Experts around the construction industry have echoed for years that for artificial intelligence, data quality is king. Doug Harrison, vice president of corporate operations at Suffolk Construction, is one of those voices.
Harrison has spent the better part of a decade with Suffolk, where he started as a project engineer in 2018. Now, Harrison is heavily involved in how the company folds AI into its workflows, a process that aims to take scattered data and present it in a way builders and executives can understand.
“This is such a fragmented and disjointed business and environment that we work in here in construction, and the world of AI is truly bringing that together,” Harrison told Construction Dive.
To that end, Suffolk has established its Jobsite of the Future program, which embeds AI engineers with project teams to help solve key problems and build new tech tools for successful construction.
Here, Harrison talks with Construction Dive about how Suffolk is adding AI into its workflows, how it standardizes technology across its business and what it considers when it’s looking to buy a tech solution versus when to build the tech itself.
Editor’s note: This interview has been edited for brevity and clarity.
CONSTRUCTION DIVE: What initiatives has Suffolk started to embed AI into its construction process?
DOUG HARRISON: It starts with our Jobsite of the Future, which is an initiative to embed AI into our project teams.
It pairs an AI engineer with a project team in a specific sector, because most of our sectors have differences in the way that we deliver. A lot of the underlying principles of construction are still the same, but there's unique aspects of mission critical work versus healthcare versus higher ed, for example.

Pairing an AI engineer with our project teams really has two fronts.
It gives our project teams more of your typical licenses — Claude, ChatGPT — like you see across the industry right now. Our question is, how do you get day-to-day efficiencies right and train those individuals that are on the projects to actually utilize it? We want them to use that to ingest documentation and do comparisons for change order reviews, RFI creation, etc. That's a part of their role.
The bigger piece that is actually going to, we believe, create transformational change in the industry is the development we’re working on for tools and applications that go hand-in-hand with our project teams.
How do you think about deploying technology to your teams?
The biggest thing that we realized is that you really need to have consistent technology deployed to capture the data first.
It's incredibly important that before you say this is a required tool, you have the backend infrastructure set up to say, what data are we going to be pulling from this? Is this going to be a source of truth for us to manage our projects at a regional level?
Because all of this data flows up, not only for our project executives, but this same data goes into our dashboards that our COOs and our GMs and ultimately our presidents, use to manage their portfolio.
You want to think about consistent data collection and technology deployment in the same light.
That’s what has let us be successful in standardizing tools across our portfolio.
What goes into standardizing those tech tools?
It's got to prove long-term value. It has to change the process that we execute today for the better.
Right now, we're working on finding the right partner and platform for procurement and delivery, as an example.
Yes, all of these applications are figuring out ways to embed AI into their solutions, but some have better workflows for the way our company operates. Finding that match helps us manage procurement and delivery.
So, there's a big piece of functionality, right? You have to get the field users in there to actually test the tech. You have to make sure you get the results you want, and that the usability is blessed by those project teams. That's where you want that early adoption.
How you actually standardize that and then deploy it is really a training strategy, and how do you make sure that you have the right robust training for these individuals and these specific platforms.
Contractors today are wondering whether it’s better to build or buy their tech solutions. What’s Suffolk’s position on the build vs. buy calculus?
It's a constant debate before we go forward with any solution prototyping.
I think the relationship with Suffolk Technologies in the BOOST program affords us the opportunity to see the full view of the landscape and how this is shaping up.
The biggest thing we look at is, if it's on the forefront of a platform we currently use or there's something to test in the market, we are not going to build that application unless it is something that is really bespoke to the way we work. We understand for standard applications, we're not going to build and beat some of the models that are out there.
We're not a software company. We're a construction company at the end of the day, and what we want to do is deliver best-in-class value to our clients and to our trade partners. And ultimately, we want to make it the most productive solution possible for our team members to scale and grow in the organization.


### EXERCISE DETAILS
Every line of the data below that holds the string "down" needs to be reported.

### MATERIAL TO PROCESS

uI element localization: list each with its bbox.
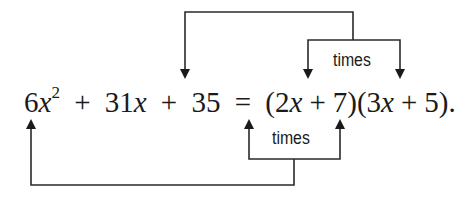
paren-close: ) <box>347 86 357 118</box>
paren-open: ( <box>265 86 275 118</box>
plus-sign: + <box>394 86 424 118</box>
bottom-times-label: times <box>272 128 310 149</box>
period: . <box>448 86 455 118</box>
factor2-coef: 3 <box>367 86 382 118</box>
top-times-label: times <box>333 50 371 71</box>
arrow-down-to-7-icon <box>303 69 313 79</box>
arrow-up-to-2x-icon <box>244 119 254 129</box>
arrow-up-to-3x-icon <box>335 119 345 129</box>
paren-open: ( <box>357 86 367 118</box>
term-x-var: x <box>39 86 52 118</box>
exponent-2: 2 <box>51 83 60 102</box>
plus-sign: + <box>302 86 332 118</box>
term-x-var: x <box>134 86 147 118</box>
factor2-var: x <box>381 86 394 118</box>
term-35: 35 <box>191 86 220 118</box>
arrow-down-to-5-icon <box>395 69 405 79</box>
rhs: (2x+7)(3x+5). <box>265 86 455 118</box>
factor1-coef: 2 <box>275 86 290 118</box>
lhs: 6x2 + 31x + 35 <box>24 86 228 118</box>
arrow-down-to-35-icon <box>180 69 190 79</box>
equation: 6x2 + 31x + 35 = (2x+7)(3x+5). <box>24 86 456 119</box>
term-6-coef: 6 <box>24 86 39 118</box>
equals-sign: = <box>228 86 258 118</box>
term-31-coef: 31 <box>105 86 134 118</box>
plus-sign: + <box>67 86 97 118</box>
top-outer-connector <box>180 12 353 79</box>
factor2-const: 5 <box>424 86 439 118</box>
plus-sign: + <box>154 86 184 118</box>
arrow-up-to-6x2-icon <box>26 119 36 129</box>
factor1-var: x <box>290 86 303 118</box>
factor1-const: 7 <box>333 86 348 118</box>
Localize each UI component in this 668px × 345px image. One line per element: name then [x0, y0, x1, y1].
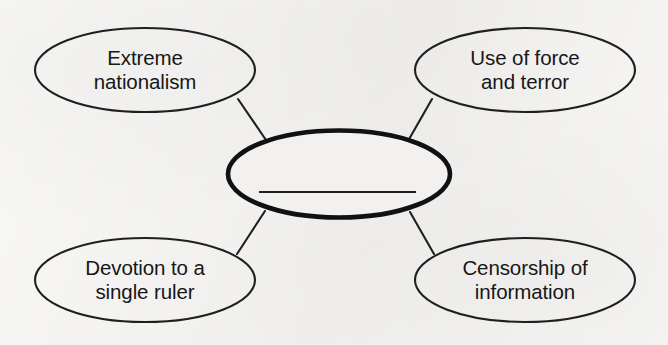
connector-censorship-to-center — [410, 212, 434, 254]
connector-extreme-nationalism-to-center — [238, 99, 268, 143]
concept-web-diagram: Extreme nationalism Use of force and ter… — [0, 0, 668, 345]
diagram-canvas — [0, 0, 668, 345]
center-ellipse[interactable] — [228, 131, 450, 218]
connector-use-of-force-to-center — [408, 99, 432, 141]
connector-devotion-to-center — [237, 211, 265, 254]
node-ellipse-extreme-nationalism[interactable] — [35, 28, 255, 112]
node-ellipse-devotion-to-a-single-ruler[interactable] — [35, 238, 255, 322]
node-ellipse-use-of-force-and-terror[interactable] — [415, 28, 635, 112]
node-ellipse-censorship-of-information[interactable] — [415, 238, 635, 322]
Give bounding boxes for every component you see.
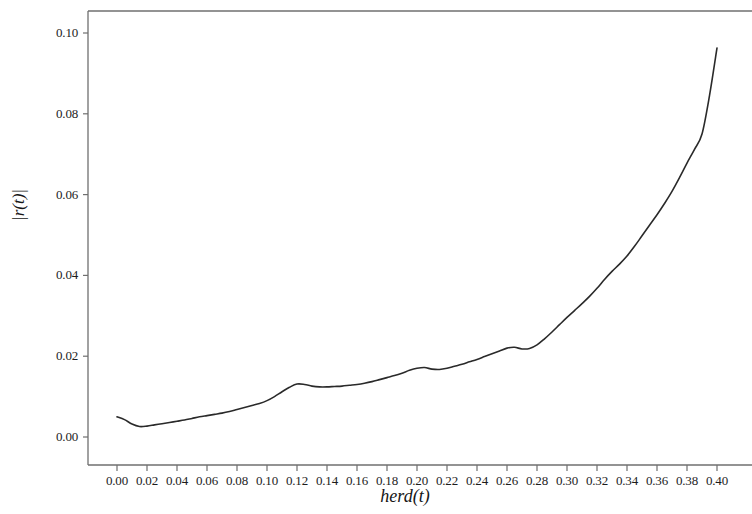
x-tick-label: 0.22 bbox=[436, 473, 458, 489]
x-axis-label: herd(t) bbox=[380, 486, 429, 507]
plot-frame bbox=[88, 11, 752, 465]
x-tick-label: 0.38 bbox=[676, 473, 698, 489]
x-axis-ticks bbox=[117, 465, 717, 471]
x-tick-label: 0.10 bbox=[256, 473, 278, 489]
y-tick-label: 0.10 bbox=[30, 25, 78, 41]
x-tick-label: 0.28 bbox=[526, 473, 548, 489]
y-tick-label: 0.02 bbox=[30, 348, 78, 364]
y-tick-label: 0.06 bbox=[30, 187, 78, 203]
x-tick-label: 0.16 bbox=[346, 473, 368, 489]
chart-plot-area bbox=[0, 0, 752, 514]
x-tick-label: 0.36 bbox=[646, 473, 668, 489]
y-axis-label: |r(t)| bbox=[9, 195, 29, 221]
y-axis-ticks bbox=[83, 33, 88, 437]
y-tick-label: 0.04 bbox=[30, 267, 78, 283]
x-tick-label: 0.00 bbox=[106, 473, 128, 489]
x-tick-label: 0.14 bbox=[316, 473, 338, 489]
x-tick-label: 0.02 bbox=[136, 473, 158, 489]
figure-canvas: 0.000.020.040.060.080.10 0.000.020.040.0… bbox=[0, 0, 752, 514]
x-tick-label: 0.30 bbox=[556, 473, 578, 489]
x-tick-label: 0.32 bbox=[586, 473, 608, 489]
x-tick-label: 0.26 bbox=[496, 473, 518, 489]
x-tick-label: 0.24 bbox=[466, 473, 488, 489]
x-tick-label: 0.06 bbox=[196, 473, 218, 489]
data-series-line bbox=[117, 48, 717, 427]
x-tick-label: 0.04 bbox=[166, 473, 188, 489]
x-tick-label: 0.40 bbox=[706, 473, 728, 489]
x-tick-label: 0.12 bbox=[286, 473, 308, 489]
x-tick-label: 0.08 bbox=[226, 473, 248, 489]
y-tick-label: 0.08 bbox=[30, 106, 78, 122]
x-tick-label: 0.34 bbox=[616, 473, 638, 489]
y-tick-label: 0.00 bbox=[30, 429, 78, 445]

### SOLUTION TO THE EXERCISE
arrow-down-to-7-icon <box>303 69 313 79</box>
arrow-down-to-5-icon <box>395 69 405 79</box>
arrow-down-to-35-icon <box>180 69 190 79</box>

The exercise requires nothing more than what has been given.